Ticket Stubs #51: Eternal Sunshine Of the Spotless Mind
Article by Sean Wilkinson,
a.k.a. The Ticketmaster
Welcome back to Throwback Thursday, Ticketholders!
Back in my Countdown to TixMas special last year, I made reference to the Adam Sandler movie, Click, being a Happy Madison knockoff of Bruce Almighty, starring Jim Carrey. I also recently did a sort-of-Valentine's-themed issue of Ticket Stubs on the Adam Sandler-led comedy, Spanglish (complete with a modern contrarian satire review just for "fun"). So now, we come to the Jim Carrey-led drama, Eternal Sunshine Of the Spotless Mind, which was paired with Envy (another Countdown to TixMas inclusion) back in SWAT Ticket #20: Eternal Envy Of the Spotless Mind (FROM October 15, 2004). This is going to be uncouth and unedited, so get ready for juvenile word choices, plot spoilers, and everything else that I would have left out of a Greatest Hits version (so much of it that I never did a Greatest Hits version).
Thanks to another unoriginal issue title, now you don't have to open the damn thing to see what I'm reviewing this week, which sucks a monkey for the two or three of you who read my reviews at all. On with the show......

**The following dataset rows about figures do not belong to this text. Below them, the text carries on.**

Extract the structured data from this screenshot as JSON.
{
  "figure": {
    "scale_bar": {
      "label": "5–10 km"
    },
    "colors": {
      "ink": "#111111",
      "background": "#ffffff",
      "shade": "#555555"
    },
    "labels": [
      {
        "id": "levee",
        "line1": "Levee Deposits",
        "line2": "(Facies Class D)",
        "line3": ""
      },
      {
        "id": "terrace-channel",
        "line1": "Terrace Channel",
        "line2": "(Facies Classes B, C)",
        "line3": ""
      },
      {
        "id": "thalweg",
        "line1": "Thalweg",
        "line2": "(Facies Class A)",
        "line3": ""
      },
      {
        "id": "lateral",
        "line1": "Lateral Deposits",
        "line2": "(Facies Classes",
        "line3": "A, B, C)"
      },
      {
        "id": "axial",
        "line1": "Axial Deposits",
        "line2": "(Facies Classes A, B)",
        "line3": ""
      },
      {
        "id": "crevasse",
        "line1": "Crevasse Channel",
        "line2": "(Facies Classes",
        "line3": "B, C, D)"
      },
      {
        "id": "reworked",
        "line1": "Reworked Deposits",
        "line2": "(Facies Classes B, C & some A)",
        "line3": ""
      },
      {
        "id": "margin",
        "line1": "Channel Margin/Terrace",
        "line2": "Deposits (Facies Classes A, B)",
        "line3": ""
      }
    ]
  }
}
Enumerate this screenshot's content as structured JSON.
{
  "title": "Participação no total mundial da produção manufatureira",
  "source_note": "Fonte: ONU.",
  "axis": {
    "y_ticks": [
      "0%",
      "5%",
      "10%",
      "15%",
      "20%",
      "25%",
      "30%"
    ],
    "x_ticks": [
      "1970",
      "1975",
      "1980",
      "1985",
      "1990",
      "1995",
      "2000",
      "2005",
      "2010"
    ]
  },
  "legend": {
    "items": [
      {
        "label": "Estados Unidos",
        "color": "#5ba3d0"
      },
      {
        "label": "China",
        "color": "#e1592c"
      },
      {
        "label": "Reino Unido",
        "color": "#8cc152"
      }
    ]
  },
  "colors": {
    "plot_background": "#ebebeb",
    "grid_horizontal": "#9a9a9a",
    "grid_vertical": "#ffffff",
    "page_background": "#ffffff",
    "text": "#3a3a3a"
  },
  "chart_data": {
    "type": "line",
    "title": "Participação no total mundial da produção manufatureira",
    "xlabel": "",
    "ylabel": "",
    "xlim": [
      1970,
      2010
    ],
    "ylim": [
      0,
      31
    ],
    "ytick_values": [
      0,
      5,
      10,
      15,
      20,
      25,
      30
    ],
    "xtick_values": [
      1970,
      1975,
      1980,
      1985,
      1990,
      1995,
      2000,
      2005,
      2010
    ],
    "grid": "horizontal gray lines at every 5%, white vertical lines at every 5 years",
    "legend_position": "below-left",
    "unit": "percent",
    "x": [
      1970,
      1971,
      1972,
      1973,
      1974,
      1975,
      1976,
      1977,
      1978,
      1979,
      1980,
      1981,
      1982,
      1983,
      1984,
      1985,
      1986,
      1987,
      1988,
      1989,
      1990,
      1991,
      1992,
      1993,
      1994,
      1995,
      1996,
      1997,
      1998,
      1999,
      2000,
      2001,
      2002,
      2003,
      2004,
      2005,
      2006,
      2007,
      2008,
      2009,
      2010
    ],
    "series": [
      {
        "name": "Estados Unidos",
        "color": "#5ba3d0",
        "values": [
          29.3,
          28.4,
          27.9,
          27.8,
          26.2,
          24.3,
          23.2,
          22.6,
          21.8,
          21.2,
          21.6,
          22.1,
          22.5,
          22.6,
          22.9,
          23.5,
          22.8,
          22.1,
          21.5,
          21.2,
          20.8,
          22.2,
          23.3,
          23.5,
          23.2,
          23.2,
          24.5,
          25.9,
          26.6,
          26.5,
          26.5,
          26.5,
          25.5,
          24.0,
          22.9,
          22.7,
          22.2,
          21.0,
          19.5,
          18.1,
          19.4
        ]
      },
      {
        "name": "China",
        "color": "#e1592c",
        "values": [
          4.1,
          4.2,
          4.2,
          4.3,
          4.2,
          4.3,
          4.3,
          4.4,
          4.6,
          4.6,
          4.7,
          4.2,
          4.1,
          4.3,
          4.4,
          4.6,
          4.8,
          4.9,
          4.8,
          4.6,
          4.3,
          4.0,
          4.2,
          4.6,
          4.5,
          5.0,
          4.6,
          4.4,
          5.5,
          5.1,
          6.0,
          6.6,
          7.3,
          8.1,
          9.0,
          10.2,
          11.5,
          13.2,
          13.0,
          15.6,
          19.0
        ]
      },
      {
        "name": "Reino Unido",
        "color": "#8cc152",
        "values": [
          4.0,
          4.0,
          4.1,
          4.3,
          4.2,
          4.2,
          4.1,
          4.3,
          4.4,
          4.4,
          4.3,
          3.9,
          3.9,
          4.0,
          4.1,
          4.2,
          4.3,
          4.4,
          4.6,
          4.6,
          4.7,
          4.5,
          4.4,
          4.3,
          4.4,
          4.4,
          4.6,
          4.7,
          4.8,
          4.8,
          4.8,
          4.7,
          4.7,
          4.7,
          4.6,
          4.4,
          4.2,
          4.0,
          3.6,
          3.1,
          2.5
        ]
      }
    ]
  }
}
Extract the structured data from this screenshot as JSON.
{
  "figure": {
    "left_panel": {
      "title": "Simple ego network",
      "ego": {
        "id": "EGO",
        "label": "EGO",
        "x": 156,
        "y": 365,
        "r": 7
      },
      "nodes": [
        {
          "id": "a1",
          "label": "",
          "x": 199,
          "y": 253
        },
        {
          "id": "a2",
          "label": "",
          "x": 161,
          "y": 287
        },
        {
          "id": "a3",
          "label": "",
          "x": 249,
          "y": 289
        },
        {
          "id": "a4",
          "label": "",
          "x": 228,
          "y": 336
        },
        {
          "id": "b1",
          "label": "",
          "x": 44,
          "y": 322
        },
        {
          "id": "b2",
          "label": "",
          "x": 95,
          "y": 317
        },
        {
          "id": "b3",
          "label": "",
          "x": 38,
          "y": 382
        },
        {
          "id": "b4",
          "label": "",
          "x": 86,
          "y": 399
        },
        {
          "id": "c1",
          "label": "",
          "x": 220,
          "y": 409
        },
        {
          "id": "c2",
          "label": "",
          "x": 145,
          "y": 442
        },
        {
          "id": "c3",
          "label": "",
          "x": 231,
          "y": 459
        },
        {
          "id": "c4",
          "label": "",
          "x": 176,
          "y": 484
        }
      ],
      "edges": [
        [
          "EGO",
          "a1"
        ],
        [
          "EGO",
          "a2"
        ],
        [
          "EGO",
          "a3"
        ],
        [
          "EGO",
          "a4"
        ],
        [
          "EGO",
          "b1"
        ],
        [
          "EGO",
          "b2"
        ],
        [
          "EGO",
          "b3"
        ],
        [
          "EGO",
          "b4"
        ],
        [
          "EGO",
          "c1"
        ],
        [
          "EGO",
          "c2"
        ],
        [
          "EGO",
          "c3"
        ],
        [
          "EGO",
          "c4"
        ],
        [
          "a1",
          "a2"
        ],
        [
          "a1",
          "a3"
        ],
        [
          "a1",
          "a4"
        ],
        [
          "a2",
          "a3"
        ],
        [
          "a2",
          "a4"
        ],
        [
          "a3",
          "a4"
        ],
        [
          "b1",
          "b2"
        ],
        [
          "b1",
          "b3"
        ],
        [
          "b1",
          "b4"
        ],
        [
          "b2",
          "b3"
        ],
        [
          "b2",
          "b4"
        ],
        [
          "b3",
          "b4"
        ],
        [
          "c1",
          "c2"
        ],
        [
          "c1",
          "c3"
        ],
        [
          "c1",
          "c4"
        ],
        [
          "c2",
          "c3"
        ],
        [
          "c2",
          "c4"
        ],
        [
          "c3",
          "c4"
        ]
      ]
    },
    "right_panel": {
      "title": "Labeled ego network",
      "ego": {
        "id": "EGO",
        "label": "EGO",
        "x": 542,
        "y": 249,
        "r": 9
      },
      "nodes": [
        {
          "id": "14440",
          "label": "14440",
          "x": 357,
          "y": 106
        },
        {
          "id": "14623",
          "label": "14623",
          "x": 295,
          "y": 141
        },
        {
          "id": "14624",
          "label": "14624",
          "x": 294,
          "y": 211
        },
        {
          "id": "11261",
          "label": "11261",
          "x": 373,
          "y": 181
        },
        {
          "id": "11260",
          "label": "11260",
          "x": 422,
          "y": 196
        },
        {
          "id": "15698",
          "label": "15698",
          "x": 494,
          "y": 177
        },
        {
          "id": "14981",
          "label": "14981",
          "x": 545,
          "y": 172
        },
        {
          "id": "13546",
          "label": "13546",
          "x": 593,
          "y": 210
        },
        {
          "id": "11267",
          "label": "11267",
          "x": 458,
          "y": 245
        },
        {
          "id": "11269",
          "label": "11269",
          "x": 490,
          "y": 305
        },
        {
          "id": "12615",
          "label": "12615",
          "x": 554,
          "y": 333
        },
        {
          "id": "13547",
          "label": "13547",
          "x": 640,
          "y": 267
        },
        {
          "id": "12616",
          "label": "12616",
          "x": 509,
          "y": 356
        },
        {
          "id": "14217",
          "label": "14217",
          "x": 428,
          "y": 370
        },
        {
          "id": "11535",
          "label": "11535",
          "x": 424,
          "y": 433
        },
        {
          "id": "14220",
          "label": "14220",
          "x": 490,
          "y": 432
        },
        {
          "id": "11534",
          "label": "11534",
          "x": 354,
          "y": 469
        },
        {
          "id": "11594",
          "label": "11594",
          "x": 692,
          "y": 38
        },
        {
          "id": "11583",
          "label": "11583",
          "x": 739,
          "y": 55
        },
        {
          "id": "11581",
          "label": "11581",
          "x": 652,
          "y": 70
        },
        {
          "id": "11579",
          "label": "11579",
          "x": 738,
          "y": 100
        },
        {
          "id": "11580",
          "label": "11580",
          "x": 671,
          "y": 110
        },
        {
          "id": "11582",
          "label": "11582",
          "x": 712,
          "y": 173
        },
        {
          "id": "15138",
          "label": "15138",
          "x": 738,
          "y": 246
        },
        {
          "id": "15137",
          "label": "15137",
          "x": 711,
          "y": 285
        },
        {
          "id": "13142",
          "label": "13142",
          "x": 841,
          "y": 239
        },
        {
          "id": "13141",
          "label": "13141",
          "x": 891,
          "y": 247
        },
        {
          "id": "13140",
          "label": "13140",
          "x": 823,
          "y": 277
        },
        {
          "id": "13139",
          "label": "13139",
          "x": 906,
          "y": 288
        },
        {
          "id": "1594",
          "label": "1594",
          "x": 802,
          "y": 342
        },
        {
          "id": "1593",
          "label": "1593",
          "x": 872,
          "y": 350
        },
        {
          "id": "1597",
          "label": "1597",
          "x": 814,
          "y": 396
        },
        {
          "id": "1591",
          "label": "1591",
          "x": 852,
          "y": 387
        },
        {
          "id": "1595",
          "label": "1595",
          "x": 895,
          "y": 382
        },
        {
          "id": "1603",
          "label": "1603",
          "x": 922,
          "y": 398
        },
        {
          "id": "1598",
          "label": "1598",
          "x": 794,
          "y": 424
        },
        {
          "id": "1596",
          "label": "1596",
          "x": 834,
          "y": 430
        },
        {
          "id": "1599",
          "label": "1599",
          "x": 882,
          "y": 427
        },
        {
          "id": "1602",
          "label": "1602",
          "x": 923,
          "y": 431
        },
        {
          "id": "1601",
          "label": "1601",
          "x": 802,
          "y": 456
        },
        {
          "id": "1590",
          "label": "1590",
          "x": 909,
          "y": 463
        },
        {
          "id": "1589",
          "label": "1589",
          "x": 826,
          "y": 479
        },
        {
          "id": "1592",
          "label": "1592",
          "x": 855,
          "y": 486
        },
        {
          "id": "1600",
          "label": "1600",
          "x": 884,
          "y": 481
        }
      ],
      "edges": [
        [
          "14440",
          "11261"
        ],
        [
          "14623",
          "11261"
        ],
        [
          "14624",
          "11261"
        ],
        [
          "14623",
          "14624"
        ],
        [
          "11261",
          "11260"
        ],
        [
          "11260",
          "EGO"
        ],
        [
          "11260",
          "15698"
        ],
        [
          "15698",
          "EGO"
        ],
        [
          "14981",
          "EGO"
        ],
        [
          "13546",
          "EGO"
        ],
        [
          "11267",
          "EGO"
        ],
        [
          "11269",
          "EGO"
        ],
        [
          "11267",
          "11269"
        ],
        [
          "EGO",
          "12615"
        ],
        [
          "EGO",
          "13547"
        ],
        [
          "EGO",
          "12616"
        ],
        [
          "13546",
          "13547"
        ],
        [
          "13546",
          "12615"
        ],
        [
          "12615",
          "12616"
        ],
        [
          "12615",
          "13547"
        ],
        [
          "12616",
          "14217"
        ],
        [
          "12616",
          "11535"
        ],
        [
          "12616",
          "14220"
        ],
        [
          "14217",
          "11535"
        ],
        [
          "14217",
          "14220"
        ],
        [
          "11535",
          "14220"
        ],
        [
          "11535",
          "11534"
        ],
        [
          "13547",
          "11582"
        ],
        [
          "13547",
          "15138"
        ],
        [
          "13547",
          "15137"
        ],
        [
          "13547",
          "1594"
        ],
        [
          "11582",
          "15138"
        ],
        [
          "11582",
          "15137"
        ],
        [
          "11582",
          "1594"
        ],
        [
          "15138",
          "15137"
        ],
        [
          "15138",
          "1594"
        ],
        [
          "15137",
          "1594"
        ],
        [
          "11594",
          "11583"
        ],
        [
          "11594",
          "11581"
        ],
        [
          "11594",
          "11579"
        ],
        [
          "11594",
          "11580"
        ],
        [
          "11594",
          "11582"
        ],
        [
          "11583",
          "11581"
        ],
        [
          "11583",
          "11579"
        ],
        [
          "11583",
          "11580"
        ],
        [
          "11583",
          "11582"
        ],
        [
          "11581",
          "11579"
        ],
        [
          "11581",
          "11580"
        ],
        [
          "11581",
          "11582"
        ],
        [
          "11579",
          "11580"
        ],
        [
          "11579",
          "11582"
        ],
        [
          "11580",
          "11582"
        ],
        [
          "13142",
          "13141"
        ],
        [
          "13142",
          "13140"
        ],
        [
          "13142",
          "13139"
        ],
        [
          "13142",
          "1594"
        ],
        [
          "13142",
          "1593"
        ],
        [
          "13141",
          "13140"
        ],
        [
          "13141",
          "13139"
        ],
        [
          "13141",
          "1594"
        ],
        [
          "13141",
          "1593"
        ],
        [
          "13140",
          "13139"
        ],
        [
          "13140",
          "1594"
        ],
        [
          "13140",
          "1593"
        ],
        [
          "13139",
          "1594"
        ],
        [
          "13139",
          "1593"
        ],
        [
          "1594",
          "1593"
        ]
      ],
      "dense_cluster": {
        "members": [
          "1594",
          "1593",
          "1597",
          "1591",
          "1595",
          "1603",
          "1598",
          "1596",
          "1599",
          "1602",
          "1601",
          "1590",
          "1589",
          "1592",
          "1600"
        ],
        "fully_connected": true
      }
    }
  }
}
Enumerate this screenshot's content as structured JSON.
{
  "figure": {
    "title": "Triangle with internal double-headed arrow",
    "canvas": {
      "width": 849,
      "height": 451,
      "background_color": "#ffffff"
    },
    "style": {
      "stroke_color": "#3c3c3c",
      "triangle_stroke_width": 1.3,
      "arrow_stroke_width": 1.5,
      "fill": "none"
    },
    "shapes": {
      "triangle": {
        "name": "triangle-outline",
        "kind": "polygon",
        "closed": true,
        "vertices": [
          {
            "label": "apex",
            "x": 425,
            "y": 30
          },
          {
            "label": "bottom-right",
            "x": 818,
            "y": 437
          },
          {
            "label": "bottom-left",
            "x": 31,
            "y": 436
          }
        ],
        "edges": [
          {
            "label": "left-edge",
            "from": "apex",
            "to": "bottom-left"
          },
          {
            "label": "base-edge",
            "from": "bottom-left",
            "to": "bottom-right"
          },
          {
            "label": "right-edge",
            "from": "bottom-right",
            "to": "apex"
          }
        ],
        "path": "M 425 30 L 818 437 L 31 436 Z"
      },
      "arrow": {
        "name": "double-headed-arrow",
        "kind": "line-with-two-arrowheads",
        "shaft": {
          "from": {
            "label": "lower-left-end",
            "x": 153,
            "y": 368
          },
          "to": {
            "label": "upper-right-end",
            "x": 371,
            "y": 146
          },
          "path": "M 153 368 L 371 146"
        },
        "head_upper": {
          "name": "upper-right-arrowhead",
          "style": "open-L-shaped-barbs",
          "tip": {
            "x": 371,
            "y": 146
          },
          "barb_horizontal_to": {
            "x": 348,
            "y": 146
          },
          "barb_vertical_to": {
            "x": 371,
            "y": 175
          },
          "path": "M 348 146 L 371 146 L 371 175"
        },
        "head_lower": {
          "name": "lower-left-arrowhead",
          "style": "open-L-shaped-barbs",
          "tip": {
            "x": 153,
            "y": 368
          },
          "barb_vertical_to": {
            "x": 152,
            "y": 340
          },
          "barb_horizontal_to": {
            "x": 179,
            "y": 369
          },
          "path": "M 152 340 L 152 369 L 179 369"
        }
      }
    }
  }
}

Eternal Sunshine Of the Carpal Tunnel Syndrome From Typing the Title of this Movie is a far cry from Envy, and crying is apparently what the filmmakers behind ESotSM hope you will do. Jim Carrey (abandoning the outlandish Bruce Almighty persona for one more akin to his role in The Majestic, but less funny) is a self-made shyguy with an unpursued talent for creating art. Kate Winslet is the multi-haircolored free spirit who sweeps him off his feet at a beach party. However, each other's quirks get annoying after the initial sex and romance. So Winslet endeavors to completely erase Carrey--and every memory (good or bad) surrounding him--from her mind.Carrey finds out and endeavors to erase her from his mind. During the weird graphical deterioration that passes for memory erasure, he realizes how much he truly loves the woman who has lost him and whom he is losing piece by piece, and takes them on a wild goose chase through his greatest childhood embarrassments (allowing true Carrey comedy to shine through for a while). Meanwhile, the real Winslet is being romanced by one of the doctors (Elijah Wood) who perform the erasing procedure. The other doctor (Mark Ruffalo) is a pothead, and decides to do a little weed with the nurse in training (Kirsten Dunst, back in blonde), then dance half-naked and stoned with her on the bed where Carrey is unconscious and being erased. Slightly tweaked theories about dreaming and memories are thrown in to make things "weird" (like Carrey being able to hear the commotion and conversation that's going on while he's unconscious, deja vu, accessing memories as if by mental catalogue or time machine, etc.), and the loophole that allows two people who have erased each other from memory to meet again is distributed subtly throughout for much the same reason. Aside from being shot in the fuzzy and drastically contrasted quality of a bad indie film (and the long title, the long intro, the un-Carrey-ness of Carrey), ESotSM is a must see.
A- (Second Most Wanted)
Quote of the Week: "I met a man/Who had a face/That looked a lot like me./
I saw him in the mirror/And I fought him in the street./
Then when he turned away,/I shot him in the head./
Soon I came to realize/I had killed myself." -Audioslave, from "Exploder"
The last line of that verse rings differently, given the manner of passing of Soundgarden, Temple Of the Dog, and Audioslave frontman, Chris Cornell, almost as much as the title and lyrics of Soundgarden's "Pretty Noose." Further proof that you don't know what you have, or what will lead to you losing it, until it's gone?